Frieze Art Fair round up
October 2007: in review
With over 150 galleries showing work by over 1,000 artists from 28 countries around the world, the Frieze Art Fair has in just five years grown into a bona fide behemoth of an event on the art calendar. The combination of a healthy selection of emerging galleries from developing countries alongside the big guns is one of the best things about Frieze, and each year we’ve come away with a clutch of new names to follow up and look out for. This year’s fair promised to be the biggest yet, so it was with keen anticipation (and a bigger notebook) that we looked forward to it.
Click here to see some stand out pieces from the fair.
It was certainly as impressive as ever. And you’d very much hope that amongst the 150 galleries housed within just one tent that it would be. Indeed, what really struck us was the sheer vast wealth of work on display, which though clearly we’d been primed for, was still overwhelming. It might sound puerile to point out that much contemporary art requires a hefty amount of attention and digestion, and at times we felt there was simply too much on offer at Frieze to allow any room to really look, let alone think about what was there.
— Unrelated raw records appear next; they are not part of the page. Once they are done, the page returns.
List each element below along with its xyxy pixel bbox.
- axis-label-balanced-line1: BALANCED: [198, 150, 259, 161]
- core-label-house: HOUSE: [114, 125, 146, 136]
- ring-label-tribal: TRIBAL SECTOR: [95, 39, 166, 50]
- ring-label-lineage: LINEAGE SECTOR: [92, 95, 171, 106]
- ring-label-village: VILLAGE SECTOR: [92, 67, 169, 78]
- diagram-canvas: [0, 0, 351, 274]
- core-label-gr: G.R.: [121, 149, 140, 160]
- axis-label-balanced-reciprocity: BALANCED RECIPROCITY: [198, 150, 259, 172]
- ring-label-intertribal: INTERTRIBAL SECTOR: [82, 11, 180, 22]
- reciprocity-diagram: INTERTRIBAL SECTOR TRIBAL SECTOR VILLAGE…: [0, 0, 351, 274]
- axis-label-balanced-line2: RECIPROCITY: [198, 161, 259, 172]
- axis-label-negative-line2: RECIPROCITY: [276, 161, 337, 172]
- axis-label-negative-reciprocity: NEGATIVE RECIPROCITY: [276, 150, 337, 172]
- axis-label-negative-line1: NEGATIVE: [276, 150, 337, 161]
Every inch of wall and floor space was occupied with a work that could have merited a good few minutes more than we felt able to spend on it, simply for fear of not making it round the whole fair in the four short days it was open. Of course this made for a frenetic and very invigorating energy, but perhaps there’s a case, when it comes to displaying contemporary art, for less being more.
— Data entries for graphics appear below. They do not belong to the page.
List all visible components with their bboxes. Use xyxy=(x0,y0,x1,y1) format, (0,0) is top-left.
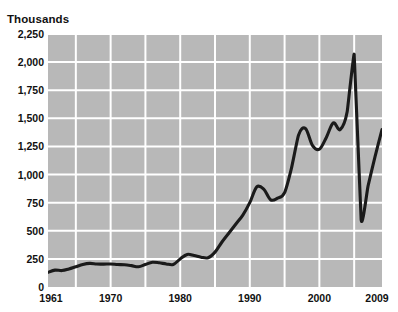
x-tick-label-2000: 2000 xyxy=(308,292,331,304)
vertical-gridlines xyxy=(76,34,354,287)
x-tick-label-2009: 2009 xyxy=(365,292,388,304)
plot-area xyxy=(48,34,382,287)
x-tick-label-1990: 1990 xyxy=(238,292,261,304)
chart-container: Thousands 02505007501,0001,2501,5001,750… xyxy=(0,0,398,312)
x-tick-label-1970: 1970 xyxy=(99,292,122,304)
x-tick-label-1980: 1980 xyxy=(169,292,192,304)
line-chart-svg xyxy=(48,34,382,287)
x-tick-label-1961: 1961 xyxy=(39,292,62,304)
Having said this, there was heaps on show that we were very excited from both new and established galleries. Hauser & Wirth, The Gagosian, Konrad Fischer Galerie, White Cube, Luhring Augustine and Salon 94 struck us as particularly impressive, with a balance of show-stopping and subtle work on display. Of the newer crowd, Sao Paulo’s Casa Triangulo, Antwerp’s Zeno X Gallery and L’appartement 22, a non-profit gallery from Rabat are all places we’ll be keeping a close eye on.
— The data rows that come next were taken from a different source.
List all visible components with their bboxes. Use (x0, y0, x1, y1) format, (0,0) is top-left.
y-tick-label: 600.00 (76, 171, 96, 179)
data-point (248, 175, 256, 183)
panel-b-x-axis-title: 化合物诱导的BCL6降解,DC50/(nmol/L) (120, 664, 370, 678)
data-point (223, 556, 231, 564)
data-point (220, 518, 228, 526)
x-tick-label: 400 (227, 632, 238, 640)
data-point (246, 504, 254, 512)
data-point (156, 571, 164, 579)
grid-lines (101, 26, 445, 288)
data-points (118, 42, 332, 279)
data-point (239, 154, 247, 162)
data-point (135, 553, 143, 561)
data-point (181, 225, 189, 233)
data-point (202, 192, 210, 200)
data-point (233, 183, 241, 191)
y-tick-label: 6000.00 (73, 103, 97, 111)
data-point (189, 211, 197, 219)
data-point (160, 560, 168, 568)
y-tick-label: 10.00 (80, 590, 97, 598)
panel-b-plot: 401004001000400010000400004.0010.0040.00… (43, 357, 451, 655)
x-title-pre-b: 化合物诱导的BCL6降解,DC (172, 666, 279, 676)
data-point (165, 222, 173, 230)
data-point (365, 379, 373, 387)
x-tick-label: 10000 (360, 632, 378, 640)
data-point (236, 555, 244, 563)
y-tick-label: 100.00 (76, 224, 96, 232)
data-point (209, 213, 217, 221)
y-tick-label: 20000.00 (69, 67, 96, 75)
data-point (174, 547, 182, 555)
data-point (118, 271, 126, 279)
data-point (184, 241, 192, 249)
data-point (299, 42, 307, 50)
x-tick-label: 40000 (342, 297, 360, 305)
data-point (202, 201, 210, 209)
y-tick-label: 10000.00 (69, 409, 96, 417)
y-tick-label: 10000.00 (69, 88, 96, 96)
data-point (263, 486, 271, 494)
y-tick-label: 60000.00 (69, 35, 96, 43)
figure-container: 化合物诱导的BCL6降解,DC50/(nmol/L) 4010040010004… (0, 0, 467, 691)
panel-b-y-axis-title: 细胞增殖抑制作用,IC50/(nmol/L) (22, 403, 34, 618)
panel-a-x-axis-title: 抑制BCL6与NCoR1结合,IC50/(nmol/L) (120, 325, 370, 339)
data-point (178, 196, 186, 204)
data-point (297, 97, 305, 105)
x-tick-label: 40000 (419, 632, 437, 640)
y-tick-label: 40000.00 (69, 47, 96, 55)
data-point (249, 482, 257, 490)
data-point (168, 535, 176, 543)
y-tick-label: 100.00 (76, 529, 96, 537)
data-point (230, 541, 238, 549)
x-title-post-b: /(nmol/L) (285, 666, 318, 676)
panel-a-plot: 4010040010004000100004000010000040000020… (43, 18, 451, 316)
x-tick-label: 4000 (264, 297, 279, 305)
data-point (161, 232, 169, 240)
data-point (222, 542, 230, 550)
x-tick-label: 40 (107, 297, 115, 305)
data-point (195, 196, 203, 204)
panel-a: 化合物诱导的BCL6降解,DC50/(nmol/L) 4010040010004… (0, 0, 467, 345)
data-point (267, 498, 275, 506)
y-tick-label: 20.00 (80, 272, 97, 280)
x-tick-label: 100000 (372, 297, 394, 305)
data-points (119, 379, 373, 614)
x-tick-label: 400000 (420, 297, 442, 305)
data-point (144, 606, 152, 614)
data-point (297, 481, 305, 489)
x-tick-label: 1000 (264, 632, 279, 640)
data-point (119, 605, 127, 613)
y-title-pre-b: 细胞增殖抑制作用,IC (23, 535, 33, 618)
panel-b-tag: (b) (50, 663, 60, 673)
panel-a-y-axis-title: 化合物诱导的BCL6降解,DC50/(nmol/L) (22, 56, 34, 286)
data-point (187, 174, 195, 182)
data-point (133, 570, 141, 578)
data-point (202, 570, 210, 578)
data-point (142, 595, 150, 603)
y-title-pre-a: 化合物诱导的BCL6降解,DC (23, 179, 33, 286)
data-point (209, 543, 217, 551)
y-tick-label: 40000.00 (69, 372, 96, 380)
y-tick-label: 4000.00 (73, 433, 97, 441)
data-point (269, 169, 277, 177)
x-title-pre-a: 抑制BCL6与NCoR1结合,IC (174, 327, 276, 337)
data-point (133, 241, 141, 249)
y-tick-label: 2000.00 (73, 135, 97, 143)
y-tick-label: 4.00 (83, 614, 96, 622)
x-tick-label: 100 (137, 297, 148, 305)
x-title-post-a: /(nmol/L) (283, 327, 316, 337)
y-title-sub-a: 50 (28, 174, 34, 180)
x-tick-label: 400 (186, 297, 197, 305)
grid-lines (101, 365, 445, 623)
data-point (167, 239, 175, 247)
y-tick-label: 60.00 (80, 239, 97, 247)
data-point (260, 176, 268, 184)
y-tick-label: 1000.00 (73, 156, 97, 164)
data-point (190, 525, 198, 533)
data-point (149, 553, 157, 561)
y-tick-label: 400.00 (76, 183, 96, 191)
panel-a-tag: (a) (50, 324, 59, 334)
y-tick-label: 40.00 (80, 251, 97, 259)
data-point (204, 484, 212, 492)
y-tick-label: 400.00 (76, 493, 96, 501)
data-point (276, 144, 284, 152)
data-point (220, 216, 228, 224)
If there was one particular piece that stood out for us, it was The Lake, by Russian group Bluesoup at XL Gallery XL Gallery. The Lake was a ten-minute animation in a booth, which started with a black screen and gradually brightened to reveal a lake landscape, before dimming again and fading into black. The sheer simplicity of concept was incredibly pleasing. And perhaps the fact that the gradual revelation of the image was mesmerising to the point where we gladly spent ten minutes (in fact twenty – we watched it twice) away from the rest of the fair lent the piece a certain reverential status. We’re very much looking forward to seeing what Bluesoup produce for Chanel’s Mobile Art Project.